Americans who spend at least five hours a day on social media are more likely to feel heard, but also more open to political violence and less supportive of democracy, according to a major new poll released this week.

But researchers can’t say for sure whether platforms such as Instagram and X are the cause or the effect of those views, and other academics have found social media’s influence is limited.

The findings come from a nationally representative study of more than 20,000 Americans that Gallup and the Charles F. Kettering Foundation conducted last summer as part of their annual survey on the ways Americans experience democracy. Of those surveyed, more than 1 in 10 spend at least five hours a day on social media.

“I think most of what we’re observing is a reflection of self-selection into who becomes a heavy social media user,” said Jaime Settle, an associate professor of government at William & Mary and the author of “Frenemies: How Social Media Polarizes America.”

“A certain kind of person is opting into spending a lot of time on social media,” she said, “and they may be people who are more disaffected to start with.”

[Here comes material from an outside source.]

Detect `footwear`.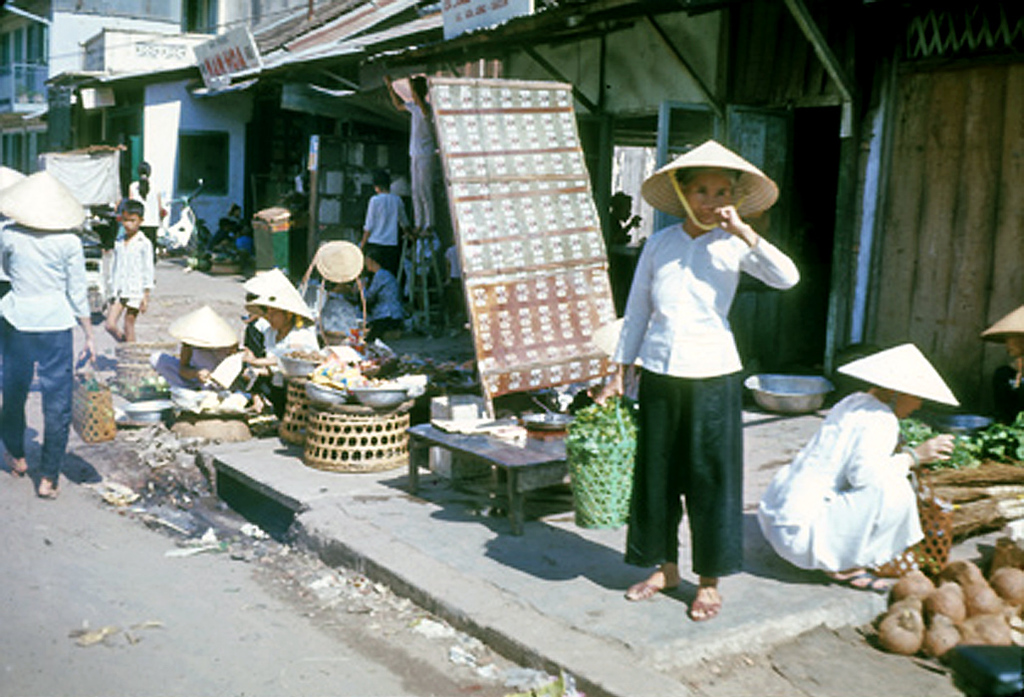
Detected at <region>690, 583, 726, 618</region>.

The poll offers starkly conflicting data about the influence of heavy social media usage on Americans’ relationship with their government.

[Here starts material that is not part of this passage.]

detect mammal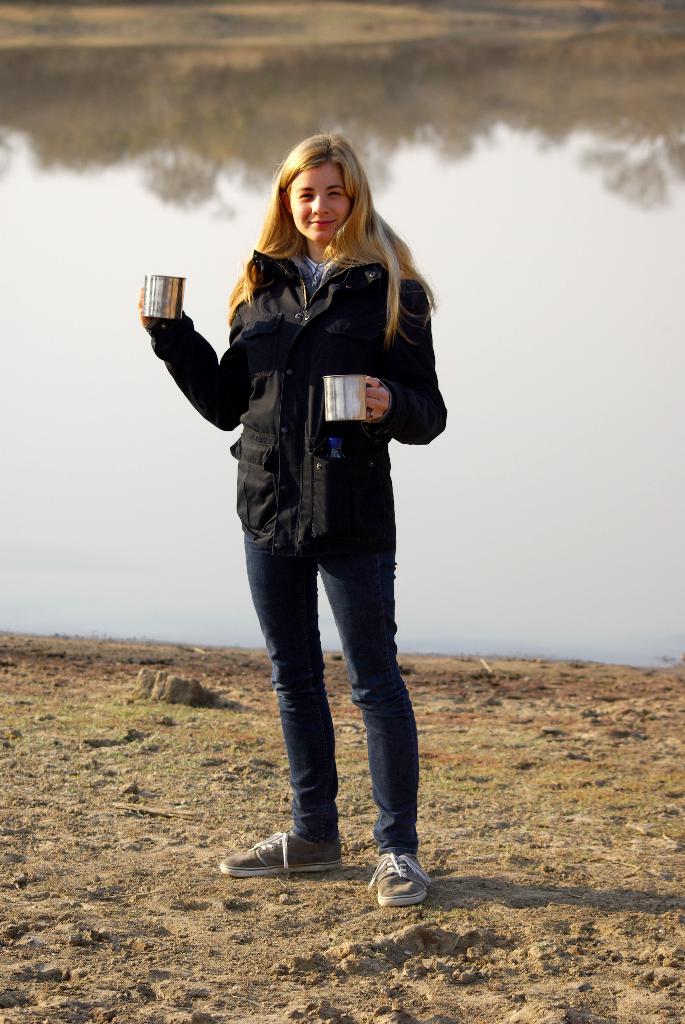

On one hand, the longer someone spends on social media, the more likely they are to feel that other people value their opinions. And more than 60 percent of the heaviest users say that protesting, donating money or attending town halls is an effective way to influence the government. Only half of people who don’t use social media find those forms of civic engagement effective.

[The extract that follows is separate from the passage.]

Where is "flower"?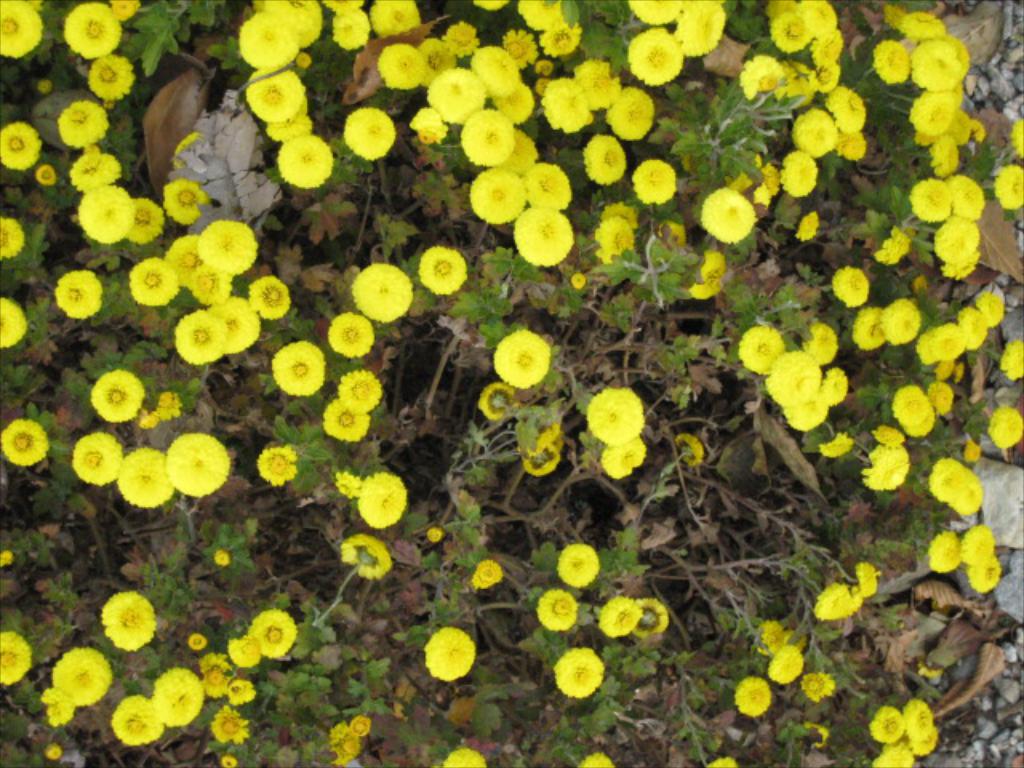
pyautogui.locateOnScreen(520, 446, 562, 474).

But those same heavy users are far less likely to believe democracy is the best form of government. Just 57 percent of heavy users agreed with that statement, whereas 73 percent of people who use social media for an hour or less each day say democracy is the best form of government.

Though researchers at Gallup and Kettering wouldn’t say officially why those contradictions may be true, Derek Barker, the senior program manager for research at the Kettering Foundation, suggested that a clue might lie in the data itself.

Heavy social media users are more open to political violence and less open to compromise, the survey found. They find it hard to get along with people who don’t share their beliefs. And they are less likely to believe everyone should have the right to vote.

“What I would be concerned about is whether social media might be reinforcing the tendency to associate with like-minded people who are reinforcing these more extreme beliefs,” Barker said.

Officials for Meta, which owns Facebook and Instagram, did not respond to requests for comment, but in the past, its executives have pointed to peer-reviewed studies that suggest social media’s influence on polarization may be slighter than people assume.

Dartmouth College professor Brendan Nyhan is one of a dozen or so independent academics who studied Facebook and Instagram’s impact during the 2020 elections. While Nyhan called the Gallup findings “an interesting hypothesis to test,” he said he didn’t know of any strong evidence that offered a causal relationship between social media and a distrust of democracy.

As part of Nyhan’s work, he and others ran experiments where they randomly assigned some users to disengage from social media during the 2020 election season, and they reduced other users’ access to content from like-minded posters. Neither intervention significantly changed voters’ beliefs or actions.

Though officials at Gallup and Kettering said their findings “suggest that social media use may play an increasingly complex role in the health of U.S. democracy,” they, too, stopped short of assigning a causal relationship between the online platforms and a person’s beliefs.

“What we have are a series of relationships that are at least raising concerns about social media use and democracy,” Barker said. “Our idea is to present the issue, highlight these relationships and start a conversation about what solutions might look like.”

The post Higher social media use linked to lower support for democracy, poll shows appeared first on Washington Post.